Sunday, 4 April 2010

SHELL $ 3.5 million penalties. It's a start!

Royal Dutch Shell PLC (RDSA, RDSA.LN) has agreed to pay $3.5 million in penalties and spend an estimated $6 million to install pollution-reduction equipments at three U.S. refineries to reduce harmful air emissions.

The equipment is intended to cut output of sulfur dioxide and nitrogen oxides by more than 1,450 tons a year at the facilities in Louisiana, Alabama and Puerto Rico.

Assistant Attorney General Ignacia Moreno said the settlement is an example of businesses' effort to comply with government environmental regulations. "We will continue to work with industry to achieve compliance under the Clean Air Act to remove harmful pollution from the air we breathe," she added.

Friday, 2 April 2010

Corporate Democracy

On January 21, 2010, with its ruling in Citizens United v. Federal Election Commission, the Supreme Court ruled that corporations, having the status of a legal person, are entitled to the ‘human right’ (first amendment – freedom of speech) by the U.S. Constitution to buy elections and run government.

The court overruled two existing Supreme Court decisions. In Austin v. Michigan Chamber of Commerce, the Court held that the government can limit for-profit corporations to the use of PACs to fund express electoral advocacy. McConnell v. FEC applied that principle to uphold the constitutionality of the McCain-Feingold law’s restrictions on “electioneering communications,” that is, corporate funding of election-eve broadcasts that mention candidates and convey unmistakable electoral messages. Striking down these decisions unleashes unlimited corporate and union spending in candidate campaigns, and dooms the 1907 Tillman Act, which also prohibits corporate contributions to candidates.

Corporations have long shown a willingness to spend and contribute hundreds of millions of dollars each election through loopholes in the law. Now that the Court has invalidated restrictions on corporate political spending, expect a flood of new money into the 2010 congressional campaigns, state candidate campaigns, judicial elections, and the 2012 presidential election.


Work required: The answer is all of the entries below, repeated exactly and free of pictures.

Extracted records:
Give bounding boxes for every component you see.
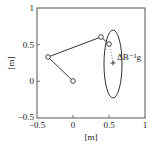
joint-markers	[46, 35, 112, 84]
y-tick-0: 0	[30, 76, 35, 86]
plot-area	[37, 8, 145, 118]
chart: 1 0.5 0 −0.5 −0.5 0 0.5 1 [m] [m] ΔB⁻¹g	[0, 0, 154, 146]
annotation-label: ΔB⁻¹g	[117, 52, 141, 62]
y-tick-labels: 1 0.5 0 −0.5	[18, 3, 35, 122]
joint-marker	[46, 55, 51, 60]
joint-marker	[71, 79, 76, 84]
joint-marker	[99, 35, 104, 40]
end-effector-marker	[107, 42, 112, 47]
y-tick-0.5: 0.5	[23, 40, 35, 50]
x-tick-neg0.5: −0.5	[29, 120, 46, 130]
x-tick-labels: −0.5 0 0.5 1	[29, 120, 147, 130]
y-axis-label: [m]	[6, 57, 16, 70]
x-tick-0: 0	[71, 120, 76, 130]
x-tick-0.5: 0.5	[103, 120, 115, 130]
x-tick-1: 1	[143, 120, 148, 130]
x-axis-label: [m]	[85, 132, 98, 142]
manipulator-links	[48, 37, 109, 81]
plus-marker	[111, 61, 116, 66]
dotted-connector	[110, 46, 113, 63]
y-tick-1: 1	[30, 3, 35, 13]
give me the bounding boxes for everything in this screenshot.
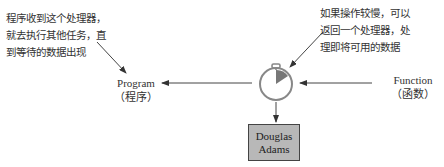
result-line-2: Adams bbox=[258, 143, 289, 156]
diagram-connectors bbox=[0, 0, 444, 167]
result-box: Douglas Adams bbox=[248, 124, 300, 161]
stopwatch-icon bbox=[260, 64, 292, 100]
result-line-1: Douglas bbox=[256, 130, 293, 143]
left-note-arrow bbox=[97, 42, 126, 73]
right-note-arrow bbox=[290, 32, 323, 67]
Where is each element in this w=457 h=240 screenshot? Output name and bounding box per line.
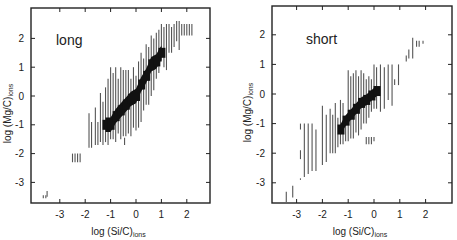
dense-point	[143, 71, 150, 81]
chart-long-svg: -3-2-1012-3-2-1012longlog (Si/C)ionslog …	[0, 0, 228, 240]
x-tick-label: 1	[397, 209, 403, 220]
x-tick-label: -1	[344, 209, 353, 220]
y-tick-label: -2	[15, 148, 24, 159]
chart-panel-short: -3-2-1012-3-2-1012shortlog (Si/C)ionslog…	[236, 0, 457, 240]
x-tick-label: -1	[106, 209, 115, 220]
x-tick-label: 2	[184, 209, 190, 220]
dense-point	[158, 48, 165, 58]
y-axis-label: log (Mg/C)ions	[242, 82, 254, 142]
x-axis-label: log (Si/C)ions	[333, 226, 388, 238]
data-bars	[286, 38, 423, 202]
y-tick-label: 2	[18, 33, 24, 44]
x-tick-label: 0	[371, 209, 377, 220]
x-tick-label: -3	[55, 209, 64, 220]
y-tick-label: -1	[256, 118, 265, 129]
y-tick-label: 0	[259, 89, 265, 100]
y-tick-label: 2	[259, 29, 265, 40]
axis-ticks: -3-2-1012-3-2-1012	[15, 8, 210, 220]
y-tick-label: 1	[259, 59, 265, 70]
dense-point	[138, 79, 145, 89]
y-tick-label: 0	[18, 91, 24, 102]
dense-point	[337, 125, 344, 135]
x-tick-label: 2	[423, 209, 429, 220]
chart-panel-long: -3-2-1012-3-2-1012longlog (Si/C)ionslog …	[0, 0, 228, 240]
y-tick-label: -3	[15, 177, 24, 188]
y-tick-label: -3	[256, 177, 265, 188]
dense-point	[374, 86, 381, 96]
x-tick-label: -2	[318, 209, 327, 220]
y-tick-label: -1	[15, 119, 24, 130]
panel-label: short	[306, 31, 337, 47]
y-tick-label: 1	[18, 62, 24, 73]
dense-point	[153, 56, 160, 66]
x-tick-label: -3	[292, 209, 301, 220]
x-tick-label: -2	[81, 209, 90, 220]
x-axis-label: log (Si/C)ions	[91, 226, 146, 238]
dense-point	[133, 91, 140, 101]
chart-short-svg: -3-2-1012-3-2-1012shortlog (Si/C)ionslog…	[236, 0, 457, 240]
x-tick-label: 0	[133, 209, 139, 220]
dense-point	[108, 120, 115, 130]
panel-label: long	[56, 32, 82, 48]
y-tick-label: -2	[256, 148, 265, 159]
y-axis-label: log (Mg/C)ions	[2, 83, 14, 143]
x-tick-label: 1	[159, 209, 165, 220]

Written solution:
Give bounding boxes for every component you see.
joint-markers	[46, 35, 112, 84]
y-tick-0: 0	[30, 76, 35, 86]
plot-area	[37, 8, 145, 118]
chart: 1 0.5 0 −0.5 −0.5 0 0.5 1 [m] [m] ΔB⁻¹g	[0, 0, 154, 146]
annotation-label: ΔB⁻¹g	[117, 52, 141, 62]
y-tick-labels: 1 0.5 0 −0.5	[18, 3, 35, 122]
joint-marker	[46, 55, 51, 60]
joint-marker	[71, 79, 76, 84]
joint-marker	[99, 35, 104, 40]
end-effector-marker	[107, 42, 112, 47]
y-tick-0.5: 0.5	[23, 40, 35, 50]
x-tick-neg0.5: −0.5	[29, 120, 46, 130]
x-tick-labels: −0.5 0 0.5 1	[29, 120, 147, 130]
y-axis-label: [m]	[6, 57, 16, 70]
x-tick-0: 0	[71, 120, 76, 130]
x-tick-0.5: 0.5	[103, 120, 115, 130]
x-tick-1: 1	[143, 120, 148, 130]
x-axis-label: [m]	[85, 132, 98, 142]
manipulator-links	[48, 37, 109, 81]
plus-marker	[111, 61, 116, 66]
dotted-connector	[110, 46, 113, 63]
y-tick-1: 1	[30, 3, 35, 13]
give me the bounding boxes for everything in this screenshot.
result-line-2: Adams bbox=[258, 143, 289, 156]
diagram-connectors bbox=[0, 0, 444, 167]
result-box: Douglas Adams bbox=[248, 124, 300, 161]
stopwatch-icon bbox=[260, 64, 292, 100]
result-line-1: Douglas bbox=[256, 130, 293, 143]
left-note-arrow bbox=[97, 42, 126, 73]
right-note-arrow bbox=[290, 32, 323, 67]
Where is each element in this w=457 h=240 screenshot? Output name and bounding box per line.
dense-point	[143, 71, 150, 81]
chart-long-svg: -3-2-1012-3-2-1012longlog (Si/C)ionslog …	[0, 0, 228, 240]
x-tick-label: 1	[397, 209, 403, 220]
x-tick-label: -1	[344, 209, 353, 220]
y-tick-label: -2	[15, 148, 24, 159]
chart-panel-short: -3-2-1012-3-2-1012shortlog (Si/C)ionslog…	[236, 0, 457, 240]
x-tick-label: -1	[106, 209, 115, 220]
x-tick-label: 2	[184, 209, 190, 220]
dense-point	[158, 48, 165, 58]
y-axis-label: log (Mg/C)ions	[242, 82, 254, 142]
x-axis-label: log (Si/C)ions	[333, 226, 388, 238]
data-bars	[286, 38, 423, 202]
y-tick-label: 2	[18, 33, 24, 44]
x-tick-label: 0	[371, 209, 377, 220]
x-tick-label: -3	[55, 209, 64, 220]
y-tick-label: -1	[256, 118, 265, 129]
y-tick-label: 0	[259, 89, 265, 100]
y-tick-label: 2	[259, 29, 265, 40]
axis-ticks: -3-2-1012-3-2-1012	[15, 8, 210, 220]
y-tick-label: 1	[259, 59, 265, 70]
dense-point	[138, 79, 145, 89]
y-tick-label: 0	[18, 91, 24, 102]
dense-point	[337, 125, 344, 135]
x-tick-label: 2	[423, 209, 429, 220]
chart-panel-long: -3-2-1012-3-2-1012longlog (Si/C)ionslog …	[0, 0, 228, 240]
y-tick-label: -3	[15, 177, 24, 188]
y-tick-label: -3	[256, 177, 265, 188]
dense-point	[374, 86, 381, 96]
x-tick-label: -2	[318, 209, 327, 220]
y-tick-label: -1	[15, 119, 24, 130]
panel-label: short	[306, 31, 337, 47]
y-tick-label: 1	[18, 62, 24, 73]
dense-point	[153, 56, 160, 66]
x-tick-label: -3	[292, 209, 301, 220]
x-tick-label: -2	[81, 209, 90, 220]
x-axis-label: log (Si/C)ions	[91, 226, 146, 238]
dense-point	[133, 91, 140, 101]
chart-short-svg: -3-2-1012-3-2-1012shortlog (Si/C)ionslog…	[236, 0, 457, 240]
x-tick-label: 0	[133, 209, 139, 220]
dense-point	[108, 120, 115, 130]
panel-label: long	[56, 32, 82, 48]
y-tick-label: -2	[256, 148, 265, 159]
y-axis-label: log (Mg/C)ions	[2, 83, 14, 143]
x-tick-label: 1	[159, 209, 165, 220]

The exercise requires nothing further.